Co-creation helps the contact or interaction between a consumer and an organization or
brand move away from transactional and become a creative experience. Creation of new value
gives the customers an opportunity to connect with the brand and the initiatives for the same
are on the rise more and more frequently. This paper attempts to understand how co-creation
helps in building strong brands and improve consumer loyalty with innovation in the service
industry.
2. LITERATURE REVIEW
(Prahalad &Ramaswamy , 2004) Found out that consumers want to interact with firms and
“co-create” value after being dissatisfied with available choices. Competitive advantage can
be gained by a company when a consumer can co-create unique experiences due to effective
interaction. This conceptual paper focuses on exploring the various aspects of co-creation.
The organization orchestrates and focuses the overall experience of its consumer involvement
in the process of co-creation. To ease the process of co-creation, Dialogue (interaction
between both sides), Access, Risk-benefits and Transparency (DART) acts as building blocks
of consumer-organization interaction. Carrying out the process of co-creation by an
organization is a herculean task, as the concept is often misunderstood and hence it challenges
two concepts – exchange of product and service offerings and the coming together of the
consumers. Co-creation acts as both value creation and extraction, and the market is viewed
as an area of probable experience of co-creation in which an individual’s restrictions and
selections explain the will to pay for it. It is a two-way street, and the risk involved is to be
equally shared by the consumers as well and not just the organizationitself. According to
(Merz & Vargo, 2009) brand value is co-created through network relationships and social
communication among the conglomerate of all stakeholders.
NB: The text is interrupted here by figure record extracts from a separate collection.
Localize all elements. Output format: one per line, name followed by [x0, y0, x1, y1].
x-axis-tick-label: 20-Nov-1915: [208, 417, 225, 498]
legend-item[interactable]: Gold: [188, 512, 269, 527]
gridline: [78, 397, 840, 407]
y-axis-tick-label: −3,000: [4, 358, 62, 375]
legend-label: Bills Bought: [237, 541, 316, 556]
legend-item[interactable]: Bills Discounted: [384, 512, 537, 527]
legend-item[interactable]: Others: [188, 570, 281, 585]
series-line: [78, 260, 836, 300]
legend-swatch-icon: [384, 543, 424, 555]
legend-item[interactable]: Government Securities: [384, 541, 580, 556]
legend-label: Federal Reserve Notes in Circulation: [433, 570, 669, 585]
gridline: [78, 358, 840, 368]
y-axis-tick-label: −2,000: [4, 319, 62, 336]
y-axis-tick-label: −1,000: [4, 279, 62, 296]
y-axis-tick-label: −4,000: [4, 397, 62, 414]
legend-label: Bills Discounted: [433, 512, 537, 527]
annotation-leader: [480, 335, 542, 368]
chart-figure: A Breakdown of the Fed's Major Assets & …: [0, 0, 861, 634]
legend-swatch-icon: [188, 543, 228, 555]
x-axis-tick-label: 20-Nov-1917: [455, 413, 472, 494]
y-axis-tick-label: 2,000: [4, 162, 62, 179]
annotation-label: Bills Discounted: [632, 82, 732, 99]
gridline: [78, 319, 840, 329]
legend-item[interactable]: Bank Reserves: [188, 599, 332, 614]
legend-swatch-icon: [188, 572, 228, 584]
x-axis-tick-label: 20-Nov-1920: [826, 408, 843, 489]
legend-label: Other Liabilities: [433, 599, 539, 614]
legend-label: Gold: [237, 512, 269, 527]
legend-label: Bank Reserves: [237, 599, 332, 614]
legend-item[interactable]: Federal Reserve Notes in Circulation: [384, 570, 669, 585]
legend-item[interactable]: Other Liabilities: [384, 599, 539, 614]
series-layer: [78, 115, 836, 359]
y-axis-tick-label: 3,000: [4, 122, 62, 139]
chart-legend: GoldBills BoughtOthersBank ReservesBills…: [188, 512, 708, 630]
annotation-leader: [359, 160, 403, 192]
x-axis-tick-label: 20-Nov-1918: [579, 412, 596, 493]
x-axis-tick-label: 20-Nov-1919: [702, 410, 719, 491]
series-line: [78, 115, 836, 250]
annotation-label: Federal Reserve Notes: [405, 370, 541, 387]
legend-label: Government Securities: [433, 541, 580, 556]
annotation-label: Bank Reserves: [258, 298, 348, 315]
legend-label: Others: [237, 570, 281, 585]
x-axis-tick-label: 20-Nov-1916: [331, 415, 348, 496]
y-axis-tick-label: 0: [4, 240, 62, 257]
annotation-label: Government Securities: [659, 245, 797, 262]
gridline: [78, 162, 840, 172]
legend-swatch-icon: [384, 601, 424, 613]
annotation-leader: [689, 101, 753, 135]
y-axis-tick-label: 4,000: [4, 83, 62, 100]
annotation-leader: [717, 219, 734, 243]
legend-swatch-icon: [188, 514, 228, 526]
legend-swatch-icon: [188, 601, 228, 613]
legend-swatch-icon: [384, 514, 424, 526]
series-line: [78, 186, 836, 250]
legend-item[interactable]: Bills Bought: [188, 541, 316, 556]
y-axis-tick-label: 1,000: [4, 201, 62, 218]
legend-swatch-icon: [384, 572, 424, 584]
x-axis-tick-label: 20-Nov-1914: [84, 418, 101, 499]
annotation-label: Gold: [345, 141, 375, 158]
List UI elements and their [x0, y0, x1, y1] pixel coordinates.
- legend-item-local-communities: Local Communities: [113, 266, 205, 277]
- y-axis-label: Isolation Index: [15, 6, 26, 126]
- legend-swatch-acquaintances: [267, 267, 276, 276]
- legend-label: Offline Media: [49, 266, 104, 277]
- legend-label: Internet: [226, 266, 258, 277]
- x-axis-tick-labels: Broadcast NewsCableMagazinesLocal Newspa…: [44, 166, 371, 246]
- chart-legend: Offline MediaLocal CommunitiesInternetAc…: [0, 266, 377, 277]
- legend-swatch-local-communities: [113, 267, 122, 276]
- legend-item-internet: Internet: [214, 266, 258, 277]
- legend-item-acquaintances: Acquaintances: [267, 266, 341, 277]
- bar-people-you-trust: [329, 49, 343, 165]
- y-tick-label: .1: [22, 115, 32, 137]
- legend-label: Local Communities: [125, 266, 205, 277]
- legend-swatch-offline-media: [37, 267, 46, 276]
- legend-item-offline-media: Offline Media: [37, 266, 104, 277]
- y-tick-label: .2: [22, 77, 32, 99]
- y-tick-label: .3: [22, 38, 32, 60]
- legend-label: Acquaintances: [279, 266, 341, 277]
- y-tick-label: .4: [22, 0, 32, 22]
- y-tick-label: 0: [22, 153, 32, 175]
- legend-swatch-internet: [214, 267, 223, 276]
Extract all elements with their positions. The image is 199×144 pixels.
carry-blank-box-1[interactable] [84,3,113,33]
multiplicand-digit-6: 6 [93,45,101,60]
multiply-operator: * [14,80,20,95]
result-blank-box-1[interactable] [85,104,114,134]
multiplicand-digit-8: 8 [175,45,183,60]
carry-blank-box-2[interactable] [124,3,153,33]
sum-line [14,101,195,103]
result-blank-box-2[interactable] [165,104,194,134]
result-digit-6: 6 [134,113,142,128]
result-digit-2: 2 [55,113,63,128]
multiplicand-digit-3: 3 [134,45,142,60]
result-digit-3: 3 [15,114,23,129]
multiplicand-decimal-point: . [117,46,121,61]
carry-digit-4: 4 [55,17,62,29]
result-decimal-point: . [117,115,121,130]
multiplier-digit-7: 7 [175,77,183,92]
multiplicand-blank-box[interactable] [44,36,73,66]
(Hatch & Schultz, 2010) Demonstrated that co-creation is not just limited to the area of
innovation, but as well spreads out to marketing and more specifically to branding. It also
expands to co-create ideas with other stakeholders and not only just consumers. The paper
presents an integrative constitution of co-creation based on two factors - stakeholder/company
involvement (dialogue and access) and organizational self-disclosure (transparency and risk)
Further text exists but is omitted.